Friday, November 5, 2010

Organizing to Break Down Divisions and Build Up Leaders

Organizing to Break Down Divisions and Build Up Leaders

I've been discussing workplace organizing in relationship to feminism and
anti-racism, laying out some ways that we can see workplace organizing as a feminist and anti-racist activity.

One of my first organizing experiences was with a group of janitors at a hospital. This was a diverse group of workers, and they were divided every which way. The black janitors didn't like or trust the Latino janitors, they often had racist views about them and many the Latinos had the same about the blacks. Many of the black janitors also had bad ideas about immigration. They also all thought the Latinos were too scared to organize. Here too the Latinos had the same views about the black janitors. The men tended to be sexist and they all thought the women were too scared to stand up.

Ultimately we built a strong committee of janitors who became a leading force in the hospital organizing, we broke down the divisions between racial groups. The janitors became the most militant unit in the hospital, driving out abusive supervisors, gathering information on other units, and beginning to talk to other low-waged hospital workers (like the cafeteria workers, the transporter,s and the CNAs) who they knew because the janitors worked all over the hospital and so had contact across hospital floors and job classes. I don't know that we eliminated racist views, I can't say either way. It's not like everyone became best friends but we definitely eroded them enough that people worked together and started to build relationships of solidarity. When people fight alongside each other, they often develop bonds of trust and respect. When workers organize beyond divisions in the working class, those divisions are weakened.

From there we had to deal with how to help the janitor unit work with the more highly paid and whiter units - the nurses are the key to hospitals and to hospital organizing. That also meant getting the nurses to treat the janitors with more respect and set aside some baggage. None of this was easy but I think we were successful in easing those divisions among the workers. I think this offers examples of another way we can see workplace organizing as a feminist and anti-racist activity.

We also helped build up some women and people of color into serious, capable leaders who men and white people took seriously (as in, the white workers were led by them). Leadership development is another way that workplace organizing can be very powerful as a feminist and anti-racist activity, in two wagys. First, women and people of color who become skilled leaders and organizers have the potential to organize to further put sexism and racism away, so activating people like this has important possibilities. Second, building up women and people of color as leaders in multi-racial and mixed gender environments is good for making more feminist men and anti-racist white people. It's good for white people and men to have people of color and women as their leaders. I mean their real leaders, leadership in a social sense, people who are respected and capable who set the agenda. I can say for myself, at a young age I was part of a Take Back The Night group for several years, led by some smart, serious, capable women. Having women leaders and mentors at a young age really forced me to deal with some major baggage. Those women's skillled leadership made me a more capable radical, a feminist, and a better person.


As I argued before, workplace organizing is a feminist and anti-racist activity when women and people of color organize at work against the power structures they face. Two other ways organizing can be a feminist and anti-racist activity is by breaking down gender and racial divisions among workers and through leadership development. Developing and mentoring women and people of colors as leaders and organizers creates a larger pool of people to organize. Having women and people of color as leaders also helps men and white people to unlearn baggage from our sexist and racist society.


**What the task asks:** Below are some records; copy each line in them that contains "JSON".
◆ ◆ ◆
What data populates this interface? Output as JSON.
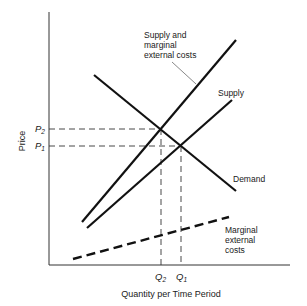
{
  "diagram": {
    "type": "supply-demand with externality",
    "axes": {
      "y_label": "Price",
      "x_label": "Quantity per Time Period"
    },
    "curves": {
      "supply_mec": {
        "label_lines": [
          "Supply and",
          "marginal",
          "external costs"
        ]
      },
      "supply": {
        "label": "Supply"
      },
      "demand": {
        "label": "Demand"
      },
      "mec": {
        "label_lines": [
          "Marginal",
          "external",
          "costs"
        ]
      }
    },
    "price_marks": [
      {
        "symbol": "P",
        "subscript": "2"
      },
      {
        "symbol": "P",
        "subscript": "1"
      }
    ],
    "quantity_marks": [
      {
        "symbol": "Q",
        "subscript": "2"
      },
      {
        "symbol": "Q",
        "subscript": "1"
      }
    ],
    "colors": {
      "line": "#111111",
      "text": "#1a1a1a",
      "axis": "#333333"
    }
  }
}
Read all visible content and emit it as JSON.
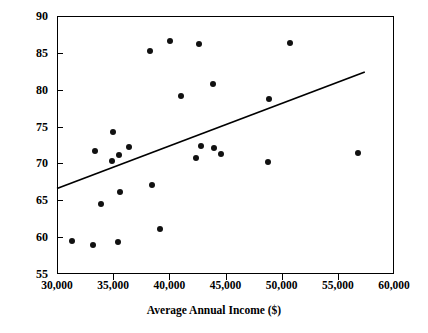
{
  "chart_data": {
    "type": "scatter",
    "title": "",
    "xlabel": "Average Annual Income ($)",
    "ylabel": "High School Graduation Rates (%)",
    "xlim": [
      30000,
      60000
    ],
    "ylim": [
      55,
      90
    ],
    "grid": false,
    "legend": null,
    "x_ticks": [
      30000,
      35000,
      40000,
      45000,
      50000,
      55000,
      60000
    ],
    "x_tick_labels": [
      "30,000",
      "35,000",
      "40,000",
      "45,000",
      "50,000",
      "55,000",
      "60,000"
    ],
    "y_ticks": [
      55,
      60,
      65,
      70,
      75,
      80,
      85,
      90
    ],
    "y_tick_labels": [
      "55",
      "60",
      "65",
      "70",
      "75",
      "80",
      "85",
      "90"
    ],
    "series": [
      {
        "name": "districts",
        "marker": "filled-circle",
        "color": "#111111",
        "points": [
          [
            31300,
            59.5
          ],
          [
            33200,
            58.9
          ],
          [
            33400,
            71.7
          ],
          [
            33900,
            64.5
          ],
          [
            34900,
            70.3
          ],
          [
            35000,
            74.2
          ],
          [
            35400,
            59.3
          ],
          [
            35500,
            71.2
          ],
          [
            35600,
            66.1
          ],
          [
            36400,
            72.2
          ],
          [
            38300,
            85.3
          ],
          [
            38500,
            67.1
          ],
          [
            39200,
            61.1
          ],
          [
            40100,
            86.6
          ],
          [
            41000,
            79.2
          ],
          [
            42400,
            70.7
          ],
          [
            42600,
            86.2
          ],
          [
            42800,
            72.4
          ],
          [
            43900,
            80.8
          ],
          [
            44000,
            72.1
          ],
          [
            44600,
            71.3
          ],
          [
            48800,
            70.2
          ],
          [
            48900,
            78.8
          ],
          [
            50700,
            86.4
          ],
          [
            56800,
            71.4
          ]
        ]
      }
    ],
    "trend_line": {
      "name": "least-squares regression line",
      "color": "#000000",
      "x_start": 30000,
      "y_start": 66.6,
      "x_end": 57400,
      "y_end": 82.4
    }
  }
}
◆ ◆ ◆
**Output for this task:**
What data populates this interface? Output as JSON.
Read all visible content and emit it as JSON.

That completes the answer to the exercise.